Beginner’s Guide to Data Science: 10 Basic Concepts to Learn
10 basic concepts of data science a beginner should know about.
Data Science is a blend of various tools, algorithms, and machine learning principles to discover hidden patterns from the raw data. What makes it different from statistics is that data scientists use various advanced machine learning algorithms to identify the occurrence of a particular event in the future. A Data Scientist will look at the data from many angles, sometimes angles not known earlier.
Data Visualization
Data Visualization is one of the most important branches of data science. It is one of the main tools used to analyze and study relationships between different variables. Data visualization tools like scatter plots, line graphs, bar plots, histograms, qq plots, smooth densities, box plots, pair plots, heat maps, etc. can be used for descriptive analytics. Data visualization is also used in machine learning for data preprocessing and analysis, feature selection, model building, model testing, and model evaluation.
Outliers
An outlier is a data point, that is very different from the rest of the dataset. Outliers are often just bad data, created due to a malfunctioned sensor, contaminated experiments, or human error in recording data. Sometimes, outliers could indicate something real such as a malfunction in a system. Outliers are very common and are expected in large datasets. One common way to detect outliers in a dataset is by using a box plot.
Data Imputation
Most datasets contain missing values. The easiest way to deal with missing data is simply to throw away the data point. Different interpolation techniques can be used for this purpose to estimate the missing values from the other training samples in the dataset. One of the most common interpolation techniques is mean imputation where the missing value is replaced with the mean value of the entire feature column.
Data Scaling
Data scaling helps improve the quality and predictive power of the data model. Data scaling can be achieved by normalizing or standardizing real-valued input and output variables. There are two types of data scaling available such as normalization and standardization.

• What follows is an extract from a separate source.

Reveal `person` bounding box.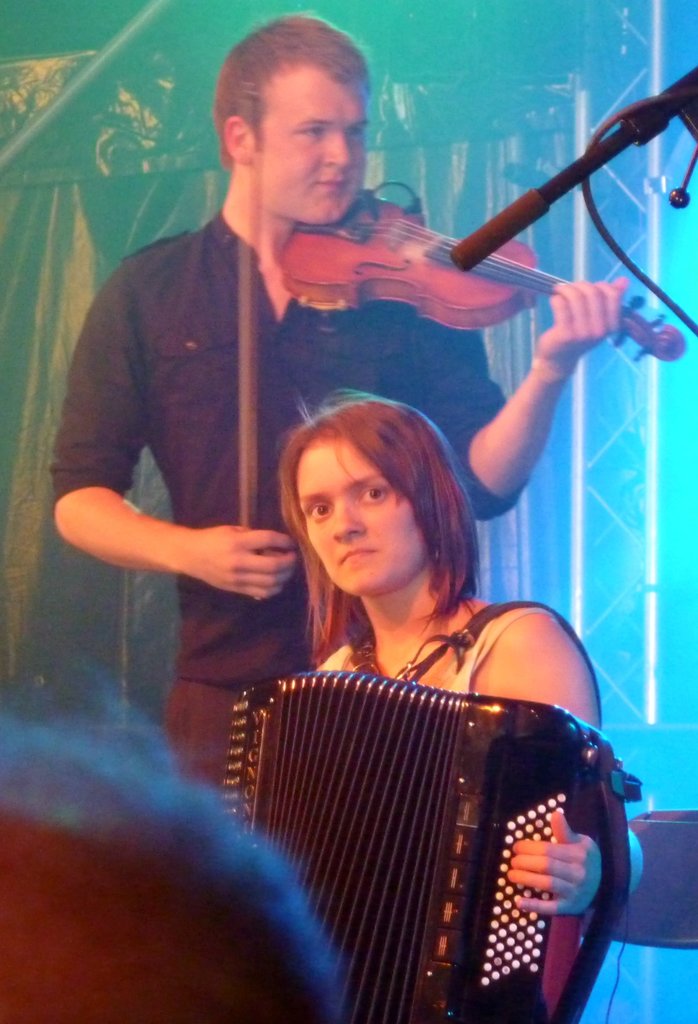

Principal Component Analysis
Large datasets with hundreds or thousands of features often lead to redundancy especially when features are correlated with each other. Training a model on a high-dimensional dataset having too many features can sometimes lead to overfitting. Principal Component Analysis (PCA) is a statistical method that is used for feature extraction. PCA is used for high-dimensional and correlated data. The basic idea of PCA is to transform the original space of features into the space of the principal component.
Linear Discriminant Analysis
The goal of linear discriminant analysis is to find the feature subspace that optimizes class separability and reduces dimensionality. Hence, LDA is a supervised algorithm.
Data Partitioning
In machine learning, the dataset is often partitioned into training and testing sets. The model is trained on the training dataset and then tested on the testing dataset. The testing dataset thus acts as the unseen dataset, which can be used to estimate a generalization error (the error expected when the model is applied to a real-world dataset after the model has been deployed).
Supervised Learning
These are machine learning algorithms that perform learning by studying the relationship between the feature variables and the known target variable. Supervised learning has two subcategories such as continuous target variables and discrete target variables.
Unsupervised Learning
In unsupervised learning, unlabeled data or data of unknown structure are dealt with. Using unsupervised learning techniques, one can explore the structure of the data to extract meaningful information without the guidance of a known outcome variable or reward function. K-means clustering is an example of an unsupervised learning algorithm.
Reinforcement Learning
In reinforcement learning, the goal is to develop a system (agent) that improves its performance based on interactions with the environment. Since the information about the current state of the environment typically also includes a so-called reward signal, reinforcement learning can be defined as a field related to supervised learning.